NFS Performance Tuning for HP-UX 11.0 and 11i Systems

nfs performance tuning for hp-ux 11.0 and 11i systems page 111
Notes:
Page 111July 22, 2002
Copyright 2002 Hewlett- Packard Company
buffer
cache
Server’s interaction with syncer(1M)
syncer(1M) is responsible for keeping the on-disk file system
information synchronized with the contents of the buffer cache
It divides buffer cache into 5 “regions” and awakens every 6
seconds (by default) to scan one of the memory regions (i.e. 20% of
the cache) looking for “dirty” blocks that need to be written to disk
The syncer interval defines the amount of time required to search all
of buffer cache, which defaults to 30 seconds (5 regions * 6 secs.)
Recommendation
Ø This value should only be modified on busy NFS servers with
large buffer caches servicing write-intensive workloads
Ø Reduce the syncer interval to 20 seconds on these systems
The syncer(1M) daemon is responsible for keeping the on-disk file system
information synchronized with the contents of the buffer cache. Syncer divides
buffer cache into 5 “regions” each containing 20% of the total cache. Each region
is processed once per interval. The default interval is 30 seconds, which tells the
syncer to awaken every 6 seconds and process 20% of the cache.
NFS PV3 write data is placed in the server’s buffer cache and marked for delayed
writes semantics. Since syncer needs 30 seconds to process all of buffer cache
(i.e. 6 seconds * 5 regions), this gives a busy NFS server a relatively long period
of time to queue up write requests that need to be flushed. When the syncer flushes
these buffers to disk, they transition to the disk’s queue where they have the
potential of getting in the way of synchronous transfers such as read() requests.
Consequently there have been cases reported where read() calls take many
seconds to complete because they are blocked behind all of the delayed writes
being flushed from the server’s buffer cache. This can make the NFS clients appear
to “hang” for short periods of time.
The syncer interval should be changed in the /sbin/init.d/syncer script itself.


◆ EXERCISE OBJECTIVE: Among the lines below, a stretch begins at the one with "The image size" and ends at the one with "Image resolution: width=1247". Repeat that stretch exactly, ends included.

◆ EXCERPTED RECORDS:
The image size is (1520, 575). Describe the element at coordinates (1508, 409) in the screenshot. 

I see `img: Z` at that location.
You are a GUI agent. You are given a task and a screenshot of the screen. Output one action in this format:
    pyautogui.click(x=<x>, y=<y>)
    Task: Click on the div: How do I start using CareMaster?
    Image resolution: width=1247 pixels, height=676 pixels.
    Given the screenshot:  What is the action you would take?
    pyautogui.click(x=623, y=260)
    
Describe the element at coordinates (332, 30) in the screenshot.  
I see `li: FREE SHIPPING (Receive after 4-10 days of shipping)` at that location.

* * *

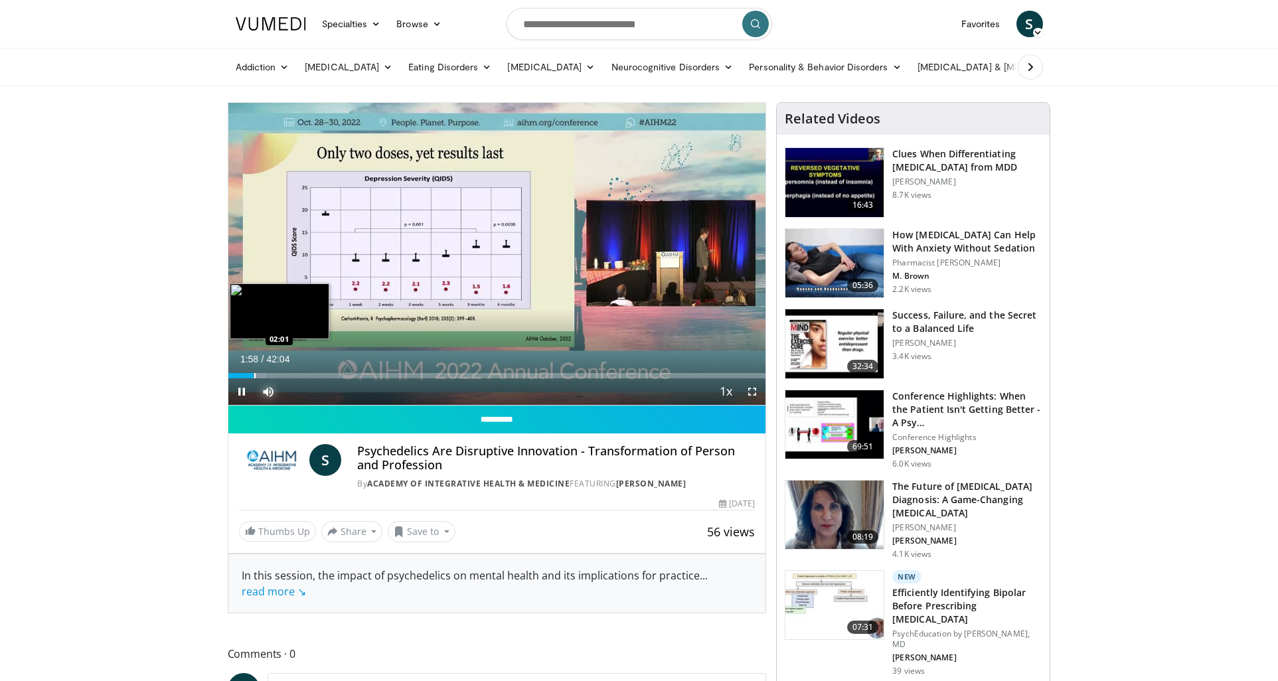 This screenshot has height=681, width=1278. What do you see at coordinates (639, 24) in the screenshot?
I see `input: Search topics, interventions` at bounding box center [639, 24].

--

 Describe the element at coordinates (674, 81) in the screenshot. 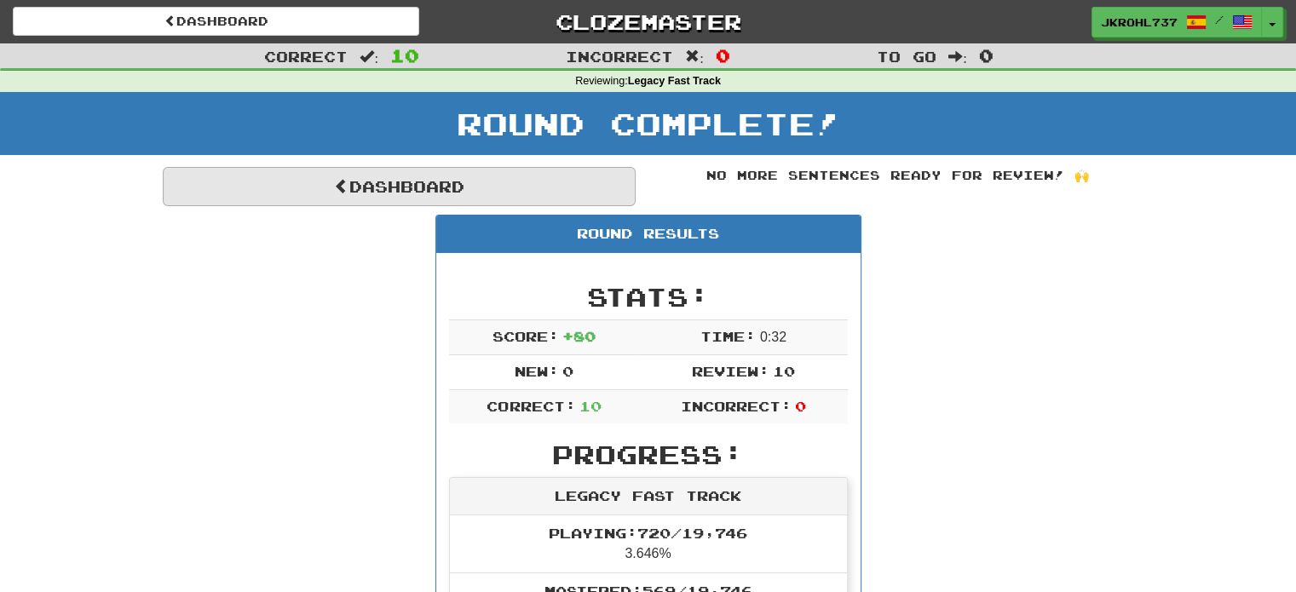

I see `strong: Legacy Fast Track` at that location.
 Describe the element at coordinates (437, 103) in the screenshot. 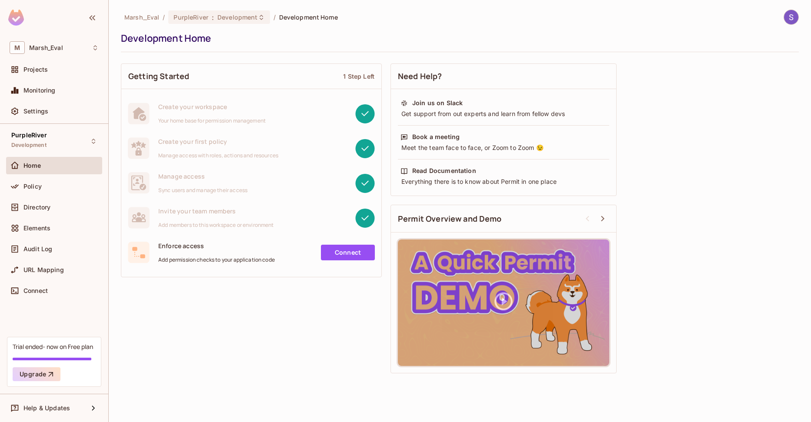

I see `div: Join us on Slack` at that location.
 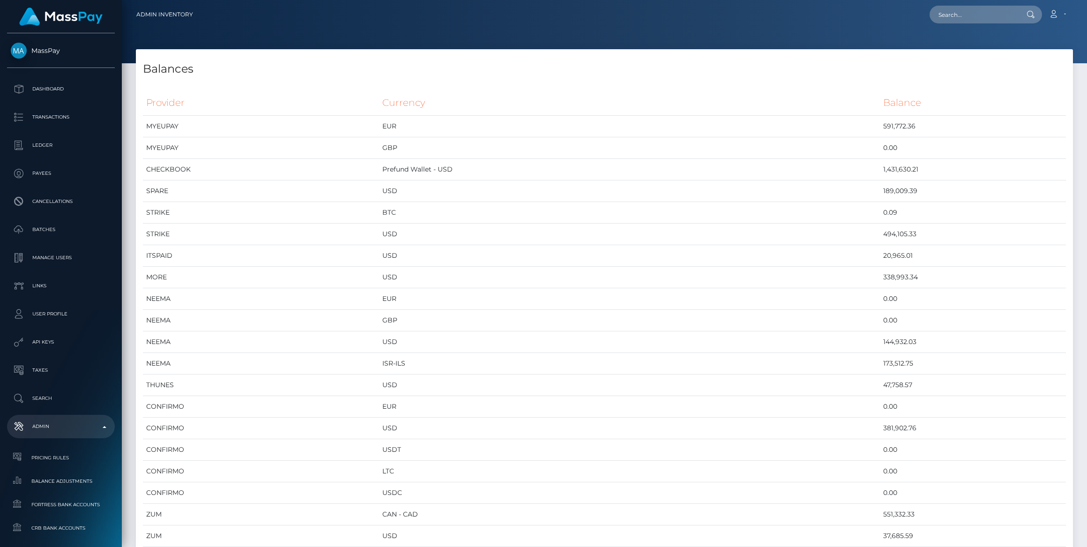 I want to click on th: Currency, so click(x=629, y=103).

◆ PROBLEM SOLUTION:
The image size is (1520, 575). Describe the element at coordinates (1508, 409) in the screenshot. 

I see `img: Z` at that location.
You are a GUI agent. You are given a task and a screenshot of the screen. Output one action in this format:
    pyautogui.click(x=<x>, y=<y>)
    Task: Click on the div: How do I start using CareMaster?
    Image resolution: width=1247 pixels, height=676 pixels.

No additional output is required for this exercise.